P.184: "...the kitchen was alive. Steam rises in plumes as Almaz clangs lids on and off the pots. The silver weight on the pressure cooker jiggles and whistles. Almaze's sure hands chop onions, tomatoes, and fresh coriander, making hillocks that dwarf the tiny mounds of ginger and garlic. ... A mad alchemist she throws a pinch of this, a fistful of that, then wets her fingers and flings that moisture into the mortar. She pounds with the pestle, the wet, crunchy thunk thunk soon changes to the sound of stone on stone.This scene above acted as a metaphor for this book: so seemingly uncomplicated, innocent and serene on the surface, but exploding with energy under the lid! What was hidden in the mixture would ultimately add meaning and definition, like exquisite aromas from a pot-pourri of herbs and spices to the people's lives. The experience will be hot and penetrating; sweet and scrumptious, heavy and often "indigestably" cruel.

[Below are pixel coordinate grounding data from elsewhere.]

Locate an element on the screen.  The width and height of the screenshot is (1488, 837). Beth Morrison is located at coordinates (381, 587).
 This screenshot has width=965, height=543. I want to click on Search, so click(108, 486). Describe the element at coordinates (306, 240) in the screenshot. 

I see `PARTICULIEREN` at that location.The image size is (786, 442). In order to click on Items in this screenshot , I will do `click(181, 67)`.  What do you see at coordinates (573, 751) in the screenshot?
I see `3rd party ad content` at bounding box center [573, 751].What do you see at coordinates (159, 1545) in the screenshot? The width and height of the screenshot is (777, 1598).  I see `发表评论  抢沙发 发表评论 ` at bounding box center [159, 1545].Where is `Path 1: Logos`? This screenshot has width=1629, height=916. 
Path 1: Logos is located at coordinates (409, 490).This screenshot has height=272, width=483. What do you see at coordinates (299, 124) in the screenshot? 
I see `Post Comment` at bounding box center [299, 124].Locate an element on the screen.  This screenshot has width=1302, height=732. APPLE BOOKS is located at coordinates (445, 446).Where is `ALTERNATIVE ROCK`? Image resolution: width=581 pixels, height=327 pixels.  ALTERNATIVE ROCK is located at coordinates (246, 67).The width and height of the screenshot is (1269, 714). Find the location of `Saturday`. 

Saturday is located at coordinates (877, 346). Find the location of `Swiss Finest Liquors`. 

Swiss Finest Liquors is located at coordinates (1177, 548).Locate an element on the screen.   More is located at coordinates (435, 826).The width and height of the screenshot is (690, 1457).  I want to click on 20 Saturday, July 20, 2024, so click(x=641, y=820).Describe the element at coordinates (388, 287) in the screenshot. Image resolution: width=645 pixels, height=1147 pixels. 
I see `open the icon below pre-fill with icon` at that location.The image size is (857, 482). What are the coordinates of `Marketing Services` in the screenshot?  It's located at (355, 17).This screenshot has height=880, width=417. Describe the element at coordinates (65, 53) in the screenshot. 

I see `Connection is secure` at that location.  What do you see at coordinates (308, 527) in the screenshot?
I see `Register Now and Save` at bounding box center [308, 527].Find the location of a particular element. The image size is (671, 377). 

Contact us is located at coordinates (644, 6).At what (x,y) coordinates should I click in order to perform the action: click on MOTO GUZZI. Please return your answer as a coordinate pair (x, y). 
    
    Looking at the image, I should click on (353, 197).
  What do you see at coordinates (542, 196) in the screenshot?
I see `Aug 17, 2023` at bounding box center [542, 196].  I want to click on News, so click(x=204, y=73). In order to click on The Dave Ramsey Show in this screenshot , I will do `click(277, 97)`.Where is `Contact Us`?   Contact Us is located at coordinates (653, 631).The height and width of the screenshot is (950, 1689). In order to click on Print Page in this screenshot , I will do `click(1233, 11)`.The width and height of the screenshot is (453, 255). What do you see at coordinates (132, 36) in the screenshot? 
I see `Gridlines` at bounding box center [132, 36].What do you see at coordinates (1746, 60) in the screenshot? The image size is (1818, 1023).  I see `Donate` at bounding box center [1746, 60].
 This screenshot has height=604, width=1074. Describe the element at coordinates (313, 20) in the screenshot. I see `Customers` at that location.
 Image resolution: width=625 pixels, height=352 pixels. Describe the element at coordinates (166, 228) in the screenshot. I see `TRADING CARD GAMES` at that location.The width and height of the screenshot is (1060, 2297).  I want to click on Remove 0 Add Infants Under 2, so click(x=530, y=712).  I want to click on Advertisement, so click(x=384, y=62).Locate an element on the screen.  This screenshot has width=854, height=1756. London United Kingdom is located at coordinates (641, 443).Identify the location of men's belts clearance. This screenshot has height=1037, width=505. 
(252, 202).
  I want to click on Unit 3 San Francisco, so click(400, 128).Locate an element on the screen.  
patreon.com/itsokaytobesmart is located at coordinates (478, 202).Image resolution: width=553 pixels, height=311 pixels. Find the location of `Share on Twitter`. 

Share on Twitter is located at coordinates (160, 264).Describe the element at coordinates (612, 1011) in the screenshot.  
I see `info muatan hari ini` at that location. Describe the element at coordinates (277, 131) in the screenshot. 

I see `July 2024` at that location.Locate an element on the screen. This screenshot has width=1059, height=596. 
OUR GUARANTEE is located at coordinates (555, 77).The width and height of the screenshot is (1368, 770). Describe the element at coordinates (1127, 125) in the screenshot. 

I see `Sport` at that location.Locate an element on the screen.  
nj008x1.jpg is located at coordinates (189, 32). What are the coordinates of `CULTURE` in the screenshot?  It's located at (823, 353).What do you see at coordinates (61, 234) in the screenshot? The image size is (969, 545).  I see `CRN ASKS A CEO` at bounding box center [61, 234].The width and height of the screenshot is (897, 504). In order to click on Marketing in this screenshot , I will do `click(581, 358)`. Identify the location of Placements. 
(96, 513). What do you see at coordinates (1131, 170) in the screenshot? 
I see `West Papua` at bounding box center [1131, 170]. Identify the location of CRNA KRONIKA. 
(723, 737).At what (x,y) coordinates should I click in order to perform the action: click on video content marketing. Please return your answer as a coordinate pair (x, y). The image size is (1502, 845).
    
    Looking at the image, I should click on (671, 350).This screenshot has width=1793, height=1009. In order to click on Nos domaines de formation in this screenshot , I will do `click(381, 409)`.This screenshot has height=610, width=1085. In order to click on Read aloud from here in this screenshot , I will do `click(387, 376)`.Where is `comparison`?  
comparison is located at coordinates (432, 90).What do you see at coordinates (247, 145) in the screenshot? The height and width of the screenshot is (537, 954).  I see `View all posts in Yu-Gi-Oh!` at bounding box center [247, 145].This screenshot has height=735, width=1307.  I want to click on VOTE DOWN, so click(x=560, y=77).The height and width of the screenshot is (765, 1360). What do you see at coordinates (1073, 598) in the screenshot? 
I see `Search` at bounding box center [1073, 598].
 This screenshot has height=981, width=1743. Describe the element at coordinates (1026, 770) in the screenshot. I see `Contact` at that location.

...Mustard seeds explode in the hot oil. She holds a lid over the pan to fend off the missiles. Rat-a-tat! like hail on the tin roof. She adds the cumin seeds, which sizzles, darken and crackle. A dry, fragrant smoke chases out the mustard scent. Only then are the onions added, handfuls of them, and now the sound is that of life being spawned in a primordial fire.
Rosina abruptly hands me over to Almaz... I whimper on Almaz's shoulder, perilously close to the bubbling cauldrons. Almaz puts down the laddle and shifts me to her hip. Reaching into her blouse, grunting with effort, she fishes out her breast.
"Here it is," she says, putting it in my hands for safekeeping...Almaz, who hardly speaks, resumes stirring, humming a tune. It is as if the breast no more belongs to her than does the laddle."
Medicine should be human-centric. Touch is an important part of connection. Docs should look their patients in the eye and spend time with them, hearing their stories. They can be as important as all those bright, shiny tests in diagnosis.
Family, both blood and chosen, is the core, the heart of life; it makes everything worthwhile.
We are the product of every single one of our experiences.
Absences are as real and powerful as the people, places, and incidences in life.